Nation & World Briefs
National and World Briefs.
The showing of three cartoons of the prophet Muhammad at a conference last week on radical Islam at UC Irvine attracted a near-capacity crowd of about 400, including leaders of some local Jewish groups, while protesters demonstrated outside.
The extreme Islamist president of Iran has lobbed all sorts of verbal bombshells at Jews and Israel in recent weeks: President Mahmoud Ahmadinejad repeatedly reiterated his desire to wipe Israel off the map, and he implied that the Holocaust is a myth.
The proceedings brought an apparent close to a case that briefly riveted national attention in the immediate wake of the terrorist attacks by Islamic extremists on Sept. 11, 2001.
This Sunday, as America commemorates the fourth anniversary of the World Trade Center attack, films, television, plays and books are just beginning to grapple seriously with the phenomena of suicide bombings and terrorism.\n\nThe lag time between a cataclysmic experience and its absorption into the popular culture is hardly surprising.
On July 18, 1994, Paola Czyzewski was at the AMIA Jewish community center in Buenos Aires when terrorists bombed it, killing the 21-year-old law student and 84 other people.
The United Nations International Atomic Energy Agency (IAEA) has given the Islamic republic of Iran a firm warning to cooperate on its nuclear issue or face trouble.
However, one truth does exist. Eleven dead soldiers in Gaza, literally torn into pieces, buried today on Mount Herzl. Eleven kids who are all between the ages of 19-23; 11 kids who could have been my best friends. My heart is breaking as I am writing these words. I served in the army for two years, and I am writing you as a soldier. These guys could have been my best friends, and they died in a way in which they did not deserve.
It was an act of kindness reciprocated with murder.
Two suicide bombings struck the Jewish State Tuesday, killing at least 15 victims and wounding dozens. The two attacks left the U.S.-backed \”road map\” peace plan in tatters and marked a new surge of deadly violence in the nearly 3-year-old intifada.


What the task requires:
From the material below, copy out each line with the word "mantissa" in it.

Information provided:

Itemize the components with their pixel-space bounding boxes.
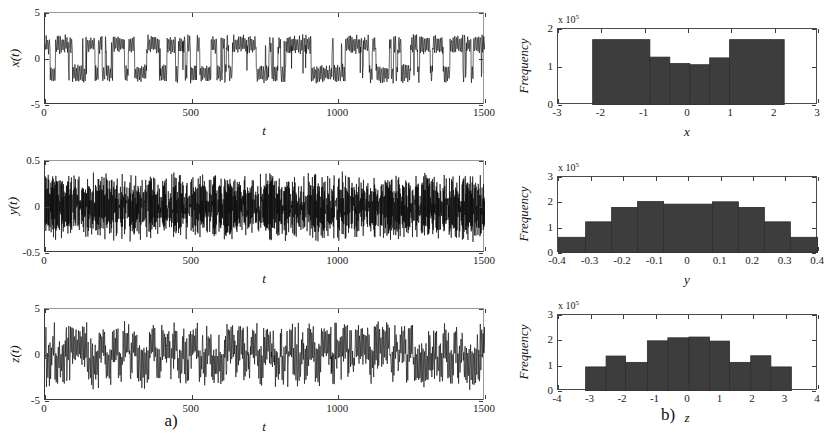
histogram-bar: [586, 222, 612, 253]
y-tick-mark: [558, 366, 562, 367]
x-tick-mark: [338, 13, 339, 17]
x-tick-mark: [818, 29, 819, 33]
x-tick-mark: [688, 99, 689, 103]
y-tick-mark: [558, 67, 562, 68]
plot-area-z-timeseries: [44, 308, 484, 400]
x-axis-title-y-histogram: y: [684, 273, 690, 286]
x-tick-mark: [731, 29, 732, 33]
y-tick-label: 0: [0, 53, 40, 64]
x-tick-mark: [338, 247, 339, 251]
y-tick-label: 3: [500, 171, 553, 182]
x-tick-mark: [688, 247, 689, 251]
x-tick-label: -3: [552, 107, 561, 118]
x-tick-mark: [753, 177, 754, 181]
x-tick-mark: [601, 99, 602, 103]
histogram-bar: [690, 65, 710, 105]
plot-area-z-histogram: [557, 314, 817, 390]
y-tick-mark: [812, 202, 816, 203]
histogram-bar: [626, 362, 648, 391]
x-tick-mark: [818, 177, 819, 181]
x-tick-mark: [192, 13, 193, 17]
x-tick-label: 1000: [326, 403, 348, 414]
y-tick-label: 3: [500, 309, 553, 320]
histogram-bar: [730, 362, 751, 391]
histogram-bar: [650, 57, 670, 105]
y-tick-mark: [812, 177, 816, 178]
y-tick-mark: [479, 207, 483, 208]
y-tick-mark: [45, 355, 49, 356]
exponent-mantissa: x 10: [558, 162, 576, 173]
x-tick-mark: [591, 315, 592, 319]
x-tick-mark: [818, 315, 819, 319]
x-tick-mark: [558, 99, 559, 103]
x-tick-label: 0.4: [810, 255, 824, 266]
x-tick-mark: [485, 161, 486, 165]
x-tick-mark: [645, 29, 646, 33]
x-tick-label: 1000: [326, 107, 348, 118]
x-tick-mark: [192, 395, 193, 399]
x-tick-label: -0.2: [613, 255, 630, 266]
y-tick-mark: [558, 202, 562, 203]
histogram-bar: [647, 341, 667, 391]
x-tick-mark: [721, 247, 722, 251]
y-tick-mark: [812, 228, 816, 229]
x-tick-label: 2: [771, 107, 777, 118]
histogram-bar: [790, 237, 818, 253]
y-tick-label: 5: [0, 7, 40, 18]
y-tick-mark: [812, 29, 816, 30]
x-tick-mark: [485, 247, 486, 251]
x-tick-mark: [591, 177, 592, 181]
x-tick-label: 1500: [473, 403, 495, 414]
histogram-bar: [664, 204, 713, 253]
histogram-bar: [710, 58, 730, 105]
x-tick-mark: [601, 29, 602, 33]
y-tick-mark: [558, 29, 562, 30]
x-tick-mark: [485, 99, 486, 103]
histogram-bar: [668, 338, 689, 391]
y-tick-label: 0: [500, 99, 553, 110]
y-tick-mark: [479, 355, 483, 356]
histogram-bar: [712, 202, 738, 253]
y-tick-label: 0: [0, 201, 40, 212]
x-axis-title-z-timeseries: t: [262, 420, 266, 433]
x-tick-mark: [818, 385, 819, 389]
plot-area-x-histogram: [557, 28, 817, 104]
x-tick-mark: [485, 309, 486, 313]
x-tick-mark: [656, 247, 657, 251]
x-tick-mark: [775, 29, 776, 33]
series-line: [45, 321, 485, 390]
y-tick-mark: [558, 177, 562, 178]
x-tick-label: 0: [684, 255, 690, 266]
x-tick-label: 0: [41, 403, 47, 414]
x-tick-mark: [818, 99, 819, 103]
x-tick-mark: [623, 247, 624, 251]
x-tick-mark: [591, 247, 592, 251]
y-tick-mark: [479, 59, 483, 60]
x-tick-label: 0: [684, 393, 690, 404]
y-tick-mark: [812, 366, 816, 367]
x-tick-mark: [656, 315, 657, 319]
x-tick-mark: [753, 315, 754, 319]
y-axis-title-z-histogram: Frequency: [517, 324, 530, 379]
x-tick-label: 0: [41, 107, 47, 118]
y-tick-mark: [479, 161, 483, 162]
plot-area-x-timeseries: [44, 12, 484, 104]
x-tick-mark: [786, 315, 787, 319]
exponent-mantissa: x 10: [558, 300, 576, 311]
x-tick-label: 1500: [473, 107, 495, 118]
series-line: [45, 172, 485, 242]
x-tick-label: -1: [650, 393, 659, 404]
x-tick-label: -1: [639, 107, 648, 118]
x-tick-label: 0: [41, 255, 47, 266]
histogram-bar: [771, 367, 791, 391]
panel-x-histogram: x 105 Frequency x -3-2-10123012: [500, 0, 833, 148]
y-tick-mark: [812, 67, 816, 68]
x-tick-label: 4: [814, 393, 820, 404]
x-tick-mark: [558, 247, 559, 251]
histogram-bar: [738, 207, 764, 253]
x-tick-label: 0: [684, 107, 690, 118]
x-tick-mark: [656, 385, 657, 389]
x-tick-mark: [192, 99, 193, 103]
figure-root: x(t) t 050010001500-505 y(t) t 050010001…: [0, 0, 833, 444]
y-tick-mark: [479, 309, 483, 310]
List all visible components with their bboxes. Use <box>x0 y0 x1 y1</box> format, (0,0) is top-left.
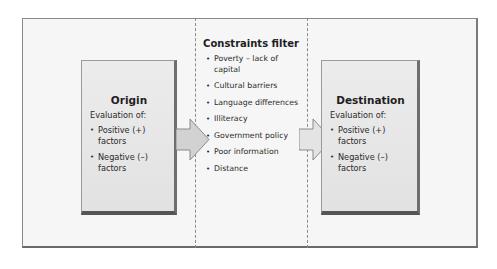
origin-box: Origin Evaluation of: Positive (+) facto… <box>81 60 177 215</box>
constraint-item: Poor information <box>206 147 306 158</box>
destination-box: Destination Evaluation of: Positive (+) … <box>321 60 420 215</box>
constraints-filter: Constraints filter Poverty – lack of cap… <box>196 38 306 180</box>
destination-title: Destination <box>330 94 411 106</box>
constraint-item: Illiteracy <box>206 114 306 125</box>
constraint-item: Poverty – lack of capital <box>206 54 306 75</box>
origin-subtitle: Evaluation of: <box>90 110 168 120</box>
constraint-item: Distance <box>206 164 306 175</box>
destination-factor-negative: Negative (–) factors <box>330 152 411 174</box>
origin-factor-list: Positive (+) factors Negative (–) factor… <box>90 125 168 174</box>
origin-factor-negative: Negative (–) factors <box>90 152 168 174</box>
origin-title: Origin <box>90 94 168 106</box>
constraint-item: Language differences <box>206 98 306 109</box>
constraints-list: Poverty – lack of capital Cultural barri… <box>196 54 306 174</box>
origin-factor-positive: Positive (+) factors <box>90 125 168 147</box>
destination-factor-list: Positive (+) factors Negative (–) factor… <box>330 125 411 174</box>
destination-subtitle: Evaluation of: <box>330 110 411 120</box>
destination-factor-positive: Positive (+) factors <box>330 125 411 147</box>
constraint-item: Cultural barriers <box>206 81 306 92</box>
constraint-item: Government policy <box>206 131 306 142</box>
constraints-title: Constraints filter <box>196 38 306 50</box>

Completed exercise:
exponent-mantissa: x 10: [558, 162, 576, 173]
exponent-mantissa: x 10: [558, 300, 576, 311]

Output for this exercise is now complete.